[ 3 / biz / cgl / ck / diy / fa / ic / jp / lit / sci / vr / vt ] [ index / top / reports ] [ become a patron ] [ status ]
2023-11: Warosu is now out of extended maintenance.

/sci/ - Science & Math

Search:


View post   

>> No.5938168 [View]

>>5938159

What is it about what I'm being told that's wrong?

>>5938154

If any photon is absorbed by an electron and then emitted again, could you not see it?

>> No.5938159 [View]

>>5938155

I'm asking how they don't, when I'm always told the contrary.

>> No.5938148 [View]

>>5938139

I'm guessing that it doesn't, I can't see why it would.

>> No.5938144 [View]

>>5938132

How not?

>> No.5938139 [View]

So, if gamma rays were in our visible spectrum, and our eyesight was such that we could see down to a quantum level, we would see electrons as colour gamma? Does colour stop existing at some quantum point?

>> No.5938127 [View]

>>5938003

Nope, just plain colour. Light wavelengths. Red, blue, etc.

>> No.5937986 [View]

When an electron randomly emits a photon, will the direction of the photon also be random? If not, why?

>> No.5937896 [View]

Also, an electron can absorb a photon bringing it to a higher energy level, meaning that we can't see that photon, since it's absorbed. But don't excited electrons spontaneously emit photons equal to the energy difference, meaning they randomly emit the same photon, so we would see the photon anyway?

>> No.5937877 [View]

>>5937875

But the electron is what's affected

>> No.5937876 [View]

>>5937868

Yeah, but all the other wavelengths, if we could see them, have different colours.

>> No.5937852 [View]

By the way, do nucleons and other particles absorb photons? If not, why?

>> No.5937847 [View]

>>5937833

But electrons absorb photons

>> No.5937824 [View]
File: 11 KB, 146x147, stickman with hands up.jpg [View same] [iqdb] [saucenao] [google]
5937824

What colour are particles?
Certain matter has a certain colour because its atoms reflect a certain wavelength instead of absorbing it. But what about the particles themselves? What would they look like, assuming we could see them?

>> No.5933803 [View]
File: 52 KB, 525x394, george mcfly.jpg [View same] [iqdb] [saucenao] [google]
5933803

>>5933793

Calm down m8.

>> No.5933752 [View]

>>5933708

Oh, so you're just worried about confusion over the old metre? We can call it something else, problem solved.

>> No.5933498 [View]

>>5933398

Fuck you.

>> No.5933491 [View]

>>5933412

No, I'm not talking about rounding, I'm talking about redefining the metre

>> No.5933356 [View]

>>5933344

Oh. Then they should have redefined it so that light travels at 300,000,000m/s.

>> No.5933319 [View]

>>5933275

But that's the thing. Look here from Wikipedia -". Its value is exactly 299,792,458 metres per second, a figure that is exact because the length of the metre is defined from this constant and the international standard for time."

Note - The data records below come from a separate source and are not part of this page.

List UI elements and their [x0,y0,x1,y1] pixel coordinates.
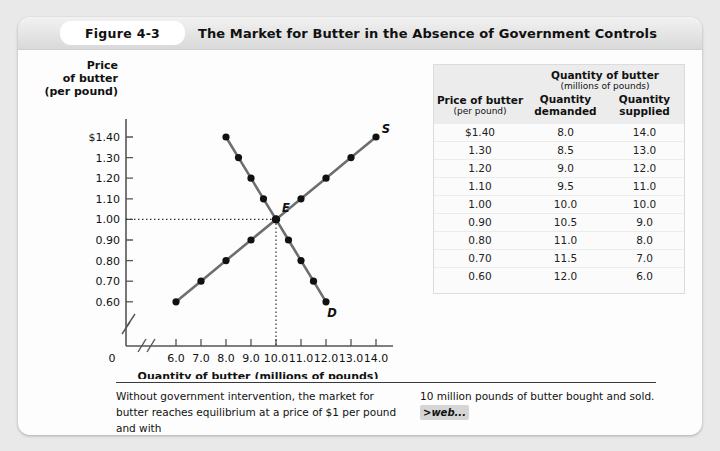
data-point-supply-7 [347,154,354,161]
figure-caption: Without government intervention, the mar… [116,389,661,435]
span-header-subtitle: (millions of pounds) [526,81,684,92]
cell-price: 0.70 [434,249,526,267]
table-body: $1.408.014.01.308.513.01.209.012.01.109.… [434,123,684,285]
table-span-spacer [434,65,526,93]
column-header-price-line2: (per pound) [434,106,526,117]
table-span-header: Quantity of butter (millions of pounds) [526,65,684,93]
data-point-supply-1 [197,278,204,285]
cell-price: 1.10 [434,177,526,195]
data-point-supply-6 [322,175,329,182]
quantity-table: Quantity of butter (millions of pounds) … [433,64,685,294]
data-point-demand-6 [297,257,304,264]
table-head: Quantity of butter (millions of pounds) … [434,65,684,123]
x-tick-label-8.0: 8.0 [217,352,235,365]
x-tick-label-14.0: 14.0 [364,352,389,365]
data-point-demand-0 [222,133,229,140]
cell-price: $1.40 [434,123,526,141]
cell-supplied: 11.0 [605,177,684,195]
table-row: 1.209.012.0 [434,159,684,177]
column-header-supplied-line2: supplied [605,105,684,117]
table-row: 0.8011.08.0 [434,231,684,249]
y-axis-break-mark-1 [127,314,135,326]
chart-svg: $1.401.301.201.101.000.900.800.700.606.0… [18,49,418,379]
x-tick-label-11.0: 11.0 [289,352,314,365]
cell-demanded: 10.0 [526,195,605,213]
span-header-title: Quantity of butter [526,69,684,81]
table-row: 0.6012.06.0 [434,267,684,285]
column-header-demanded-line2: demanded [526,105,605,117]
column-header-supplied-line1: Quantity [605,93,684,105]
equilibrium-point [272,215,280,223]
y-tick-label-1.20: 1.20 [96,172,121,185]
y-tick-label-0.70: 0.70 [96,275,121,288]
cell-price: 0.60 [434,267,526,285]
cell-demanded: 10.5 [526,213,605,231]
cell-supplied: 13.0 [605,141,684,159]
x-tick-label-10.0: 10.0 [264,352,289,365]
cell-supplied: 9.0 [605,213,684,231]
y-axis-title-line-2: (per pound) [44,85,118,98]
data-point-supply-5 [297,195,304,202]
y-axis-title-line-0: Price [87,59,118,72]
caption-column-1: Without government intervention, the mar… [116,389,408,435]
table-row: 1.109.511.0 [434,177,684,195]
y-tick-label-1.30: 1.30 [96,152,121,165]
cell-price: 1.00 [434,195,526,213]
data-point-demand-3 [260,195,267,202]
data-point-supply-2 [222,257,229,264]
data-point-supply-0 [172,298,179,305]
table-row: 0.9010.59.0 [434,213,684,231]
cell-demanded: 11.5 [526,249,605,267]
x-tick-label-9.0: 9.0 [242,352,260,365]
data-point-demand-8 [322,298,329,305]
y-axis-title-line-1: of butter [63,72,119,85]
x-tick-label-13.0: 13.0 [339,352,364,365]
data-point-demand-7 [310,278,317,285]
column-header-price: Price of butter (per pound) [434,93,526,123]
y-tick-label-$1.40: $1.40 [89,131,121,144]
cell-demanded: 9.0 [526,159,605,177]
supply-demand-chart: $1.401.301.201.101.000.900.800.700.606.0… [18,49,418,379]
cell-supplied: 6.0 [605,267,684,285]
origin-label: 0 [109,352,116,365]
data-point-demand-2 [247,175,254,182]
y-tick-label-0.60: 0.60 [96,296,121,309]
cell-demanded: 8.5 [526,141,605,159]
web-link-badge[interactable]: >web... [420,405,469,420]
figure-number-badge: Figure 4-3 [60,21,185,45]
figure-header-bar: Figure 4-3 The Market for Butter in the … [18,17,702,50]
y-tick-label-1.10: 1.10 [96,193,121,206]
figure-card: Figure 4-3 The Market for Butter in the … [18,17,702,435]
caption-column-2-text: 10 million pounds of butter bought and s… [420,390,654,402]
cell-price: 0.80 [434,231,526,249]
curve-label-supply: S [382,122,390,136]
figure-title: The Market for Butter in the Absence of … [198,21,657,45]
column-header-price-line1: Price of butter [434,94,526,106]
cell-price: 1.30 [434,141,526,159]
x-tick-label-7.0: 7.0 [192,352,210,365]
cell-supplied: 10.0 [605,195,684,213]
x-axis-title: Quantity of butter (millions of pounds) [138,370,379,379]
data-point-supply-8 [372,133,379,140]
table-element: Quantity of butter (millions of pounds) … [434,65,684,285]
cell-demanded: 9.5 [526,177,605,195]
x-tick-label-12.0: 12.0 [314,352,339,365]
y-tick-label-1.00: 1.00 [96,213,121,226]
caption-column-2: 10 million pounds of butter bought and s… [420,389,660,435]
equilibrium-label: E [282,201,290,215]
cell-demanded: 11.0 [526,231,605,249]
cell-demanded: 8.0 [526,123,605,141]
cell-supplied: 14.0 [605,123,684,141]
data-point-demand-1 [235,154,242,161]
cell-price: 1.20 [434,159,526,177]
column-header-demanded: Quantity demanded [526,93,605,123]
curve-label-demand: D [327,306,337,320]
caption-divider [116,382,656,383]
column-header-demanded-line1: Quantity [526,93,605,105]
column-header-supplied: Quantity supplied [605,93,684,123]
table-row: $1.408.014.0 [434,123,684,141]
cell-price: 0.90 [434,213,526,231]
table-row: 1.308.513.0 [434,141,684,159]
y-tick-label-0.90: 0.90 [96,234,121,247]
cell-supplied: 7.0 [605,249,684,267]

They're saying it's EXACTLY that value, when it can't be, because the metre wasn't originally based on the fucking speed of fucking light.

>> No.5933311 [View]

>>5933308

BECAUSE THE METRE SUCKS DICK

>> No.5933306 [View]
File: 487 KB, 497x370, bill nye.gif [View same] [iqdb] [saucenao] [google]
5933306

This is making me rage

>> No.5933295 [DELETED]  [View]

>>5933270

If they were going to redefine it, why not use 1/300,000,000th of a second?
And if it wasn't redefined, that means light coincidentally travelled that far in one second??

>> No.5933257 [View]
File: 91 KB, 450x300, 194075322_1361379543.jpg [View same] [iqdb] [saucenao] [google]
5933257

"The metre is the length of the path travelled by light in vacuum during a time interval of 1⁄299,792,458 of a second."

What the fuck?
They define the metre using a number based on the metre?
Why not define the metre as the length travelled by light in 1/300,000,000th of a second, which is rounder?

Is this just a fucked up definition?

>> No.5933026 [View]

>>5932996

Light travels at the same speed in all reference frames. It is indeed a weird thing, but true.